When Bethesda announced the recommended hardware for the release of Skyrim on 11/11/11, I started looking for a new laptop with sufficient power. I finally settled on the MSi GT780DXR gaming laptop.

CPU: i7-2630QM, 16GB DDR3

GPU: NVIDIA GTX 570M, 1.5GB GDDR5

LED Panel: 17.3", 1920x1080

HDD: 1.5TB (2x750GB, raid0)

OS: Windows 7, x64

Almost 2 years later this laptop still handles any video intensive game on the market. The only change I made was to replace the 2 750GB HDD with 2 1TB hybrid solid state hard drives (SSHD) running raid1. This change has substantially improved disk access for all of the graphics file loading. Because I had 16GB of RAM of which less than 8GB was being used, I turned off paging and locked the system files and drivers in memory.
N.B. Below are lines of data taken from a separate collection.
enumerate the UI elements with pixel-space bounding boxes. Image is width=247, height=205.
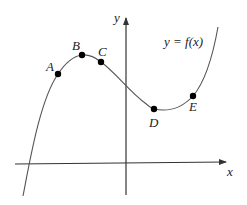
point-d — [151, 106, 157, 112]
y-axis-label: y — [112, 10, 120, 25]
point-c-label: C — [98, 44, 107, 59]
point-d-label: D — [148, 115, 159, 130]
point-c — [98, 59, 104, 65]
point-a — [55, 71, 61, 77]
point-b-label: B — [72, 38, 80, 53]
x-axis-label: x — [226, 164, 233, 179]
point-a-label: A — [45, 59, 54, 74]
function-graph: x y A B C D E y = f(x) — [0, 0, 247, 205]
point-e-label: E — [188, 99, 197, 114]
function-label: y = f(x) — [162, 34, 203, 49]
x-axis — [15, 162, 226, 164]
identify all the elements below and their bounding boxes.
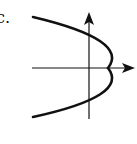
parabola-curve (33, 17, 112, 117)
x-axis (32, 63, 135, 73)
parabola-diagram (0, 0, 137, 144)
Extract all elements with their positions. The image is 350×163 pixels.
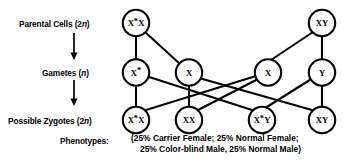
node-p-male-label: XY xyxy=(316,18,329,28)
phenotypes-line-1: (25% Carrier Female; 25% Normal Female; xyxy=(131,133,301,143)
row-label-parental-tail: ) xyxy=(87,19,90,29)
phenotypes-label: Phenotypes: xyxy=(60,136,109,146)
node-g-x2-label: X xyxy=(265,68,272,78)
phenotypes-line-2: 25% Color-blind Male, 25% Normal Male) xyxy=(140,144,301,154)
node-z-normal-male-label: XY xyxy=(316,115,329,125)
connectors-gametes-to-zygotes xyxy=(136,76,322,110)
node-g-x1: X xyxy=(176,59,202,85)
node-z-normal-male: XY xyxy=(309,107,335,133)
genetics-cross-diagram: X*X XY X* X X Y X* xyxy=(0,0,350,163)
row-label-zygotes-tail: ) xyxy=(89,116,92,126)
node-g-y: Y xyxy=(309,59,335,85)
node-g-x2: X xyxy=(255,59,281,85)
row-label-parental-cells: Parental Cells (2n) xyxy=(19,19,90,29)
connectors-parental-to-gametes xyxy=(136,32,322,64)
node-p-female: X*X xyxy=(123,10,149,36)
stage-arrow-gametes-to-zygotes xyxy=(70,80,77,106)
row-label-possible-zygotes: Possible Zygotes (2n) xyxy=(8,116,92,126)
node-g-xstar: X* xyxy=(123,59,149,85)
row-label-gametes-tail: ) xyxy=(86,68,89,78)
phenotypes-text-block: (25% Carrier Female; 25% Normal Female; … xyxy=(131,133,301,154)
node-p-male: XY xyxy=(309,10,335,36)
node-g-x1-label: X xyxy=(186,68,193,78)
row-label-zygotes-text: Possible Zygotes (2 xyxy=(8,116,84,126)
row-label-gametes: Gametes (n) xyxy=(42,68,89,78)
node-z-normal-female: XX xyxy=(176,107,202,133)
edge-gx1-to-znormalmale xyxy=(199,78,312,110)
node-z-normal-female-label: XX xyxy=(183,115,196,125)
node-g-y-label: Y xyxy=(319,68,326,78)
edge-pfemale-to-gx1 xyxy=(145,32,180,64)
row-label-parental-text: Parental Cells (2 xyxy=(19,19,82,29)
node-z-colorblind-male: X*Y xyxy=(249,107,275,133)
node-z-carrier-female: X*X xyxy=(123,107,149,133)
row-label-gametes-text: Gametes ( xyxy=(42,68,81,78)
stage-arrow-parental-to-gametes xyxy=(70,33,77,60)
The only problem was when the left display panel hinge failed. With a 2 year warranty the failure was covered, was repaired in 2 weeks and only cost me to ship it.

on Aug 30, 2013

I had one gaming rig once on a laptop about 4 years ago. After the motherboard melted because of overheating I decided a desktop for gaming is the only way to go.

 

The more powerful they are the hotter they become and a laptop never seems to stay cool enough.

 

I have a laptop for everyday needs but my gaming rig is in my living room and everything is plug so I can use my normal 26'' screen or my 42 inch tv.

 

When it comes to gaming I prefer a nice big tower!!